“When you start with the Beatles, your résumé looks pretty good,” Chris O’Dell says. A new documentary charts the extent of that CV, as a music manager with bands including Fleetwood Mac, Genesis and Santana, but it all began with a chance encounter in Los Angeles in 1968.
Derek Taylor was heading publicity at the Beatles’ company, Apple Corps, and O’Dell was a low-level assistant in radio promotion. When Taylor suggested she come work at the Apple office in London, she dropped everything and moved halfway across the world. “Paul [McCartney] was there every day organising everything,” she says, on the phone from her home in Arizona. “One day he came into my office and said, ‘Chris, should we use paper towels or cloth towels in the bathroom?’ That’s how detailed he was.”
(source)
1968 Paul I am obsessed with you
The Beatles perform at the Scala Theatre during the filming of A Hard Day’s Night, 1964
MAY 17th, 1971: RAM IS RELEASED
❝ Ladies and gentlemen, this is an album from a long, long time ago, when the world was different. This is an album that is part of my history – it goes back to the wee hills of Scotland where it was formed. It’s an album called RAM. It reminds me of my hippie days and the free attitude with which was created. I hope you’re going to like it, because I do! ❞
Genre: indie pop, psychedelia SIDE ONE: 1. Too Many People 2. 3 Legs 3. Ram On 4. Dear Boy 5. Uncle Albert/Admiral Halsey 6. Smile Away SIDE TWO: 1. Heart of the Country 2. Monkberry Moon Delight 3. Eat at Home 4. Long Haired Lady 5. Ram On (Reprise) 6. The Back Seat of My Car
PAUL: Linda and I were travelling through Scotland, heading north from Glasgow. As I’m driving, I’m just thinking. Linda often used to say she can see my brain working, my face would get a look on it and it’d be just filing through ideas. And I just hit upon the word ‘ram’. It’s strong, it’s a male animal, and then there is the idea of ‘ramming’, you know, pushing forward strongly.

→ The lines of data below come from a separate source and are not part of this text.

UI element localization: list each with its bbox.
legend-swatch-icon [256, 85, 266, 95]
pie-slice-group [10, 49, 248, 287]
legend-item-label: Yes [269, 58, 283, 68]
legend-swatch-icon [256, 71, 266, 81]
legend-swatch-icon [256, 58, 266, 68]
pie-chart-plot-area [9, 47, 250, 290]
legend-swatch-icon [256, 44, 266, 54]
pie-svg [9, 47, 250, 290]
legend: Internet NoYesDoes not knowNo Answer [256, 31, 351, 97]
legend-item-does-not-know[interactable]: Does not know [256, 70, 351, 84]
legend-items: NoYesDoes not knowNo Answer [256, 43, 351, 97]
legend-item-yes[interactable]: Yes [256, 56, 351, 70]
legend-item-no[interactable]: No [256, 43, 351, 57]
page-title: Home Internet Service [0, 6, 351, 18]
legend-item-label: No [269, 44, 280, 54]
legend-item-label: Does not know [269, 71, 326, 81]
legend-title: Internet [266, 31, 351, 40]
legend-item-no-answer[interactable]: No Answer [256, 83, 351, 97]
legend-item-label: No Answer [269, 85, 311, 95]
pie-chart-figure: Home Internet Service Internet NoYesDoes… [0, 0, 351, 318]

⊱ The cover photo was Linda’s and the surrounding border was something I did. It was all very homemade and quirky, but I think that added to the charm of it. I remember when we were doing the layout for the gatefold, we put a little piece of grass from the garden and stuck it on. There were all sorts of little things that just came from our lifestyle at that moment. […] when we went to Scotland, we had a very free, sort of hippie lifestyle. It meant I could sit around in the kitchen in the little farmhouse we lived in, with the kids running around and me just with my guitar, making up anything I fancied.

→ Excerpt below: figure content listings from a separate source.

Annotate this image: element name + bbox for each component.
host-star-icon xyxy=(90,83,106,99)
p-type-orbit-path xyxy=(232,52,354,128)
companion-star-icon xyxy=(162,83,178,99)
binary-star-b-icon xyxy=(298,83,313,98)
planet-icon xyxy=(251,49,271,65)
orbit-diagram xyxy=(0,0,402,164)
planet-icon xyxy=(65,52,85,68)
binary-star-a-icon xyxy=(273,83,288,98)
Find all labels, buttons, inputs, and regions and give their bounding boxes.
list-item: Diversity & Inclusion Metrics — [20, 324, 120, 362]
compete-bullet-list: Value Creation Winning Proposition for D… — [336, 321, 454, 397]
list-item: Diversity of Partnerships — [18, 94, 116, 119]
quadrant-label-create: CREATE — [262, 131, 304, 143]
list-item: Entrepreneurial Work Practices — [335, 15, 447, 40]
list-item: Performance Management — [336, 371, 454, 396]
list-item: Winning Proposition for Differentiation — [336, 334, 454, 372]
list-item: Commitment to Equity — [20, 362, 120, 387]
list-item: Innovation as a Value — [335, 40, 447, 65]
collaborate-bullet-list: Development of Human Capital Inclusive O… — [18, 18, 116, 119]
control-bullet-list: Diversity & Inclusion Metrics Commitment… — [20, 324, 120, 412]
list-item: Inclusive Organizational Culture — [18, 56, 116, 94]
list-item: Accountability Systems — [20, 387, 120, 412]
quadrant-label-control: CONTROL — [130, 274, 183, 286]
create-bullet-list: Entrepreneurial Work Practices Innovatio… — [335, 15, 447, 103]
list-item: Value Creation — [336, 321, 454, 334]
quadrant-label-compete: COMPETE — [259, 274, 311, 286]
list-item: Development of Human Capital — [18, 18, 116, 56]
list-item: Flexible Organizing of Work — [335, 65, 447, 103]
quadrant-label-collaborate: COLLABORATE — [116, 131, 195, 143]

⊱ I’d been serious long enough with the Beatles, and I wanted to see if I could do something that played more into my love of the surreal. As far as art’s concerned, I probably like modern art more than traditional art. […] For me, it manifested itself in things like “Monkberry Moon Delight” or “3 Legs”. They were slightly wacky; it was nice having an opportunity to do that rather than having to write for someone else’s preconceived notion.

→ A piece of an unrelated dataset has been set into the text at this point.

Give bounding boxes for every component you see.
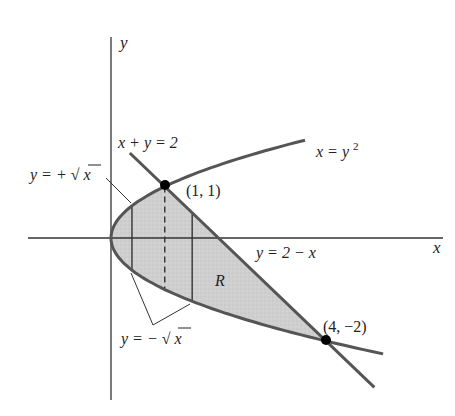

⊱ I tried to avoid any Beatles clichés and just went to different places. So the songs became a little more episodic or something. I took on that kind of idea a bit more than I would’ve with The Beatles. I suppose I was just letting myself be free. So if I wanted to do “Monkberry Moon Delight” with a “piano up my nose”, then I figured, that’ll be ok.
3/7/2025
Our fag of the day is Paul McCartney, second husband of Linda Eastman.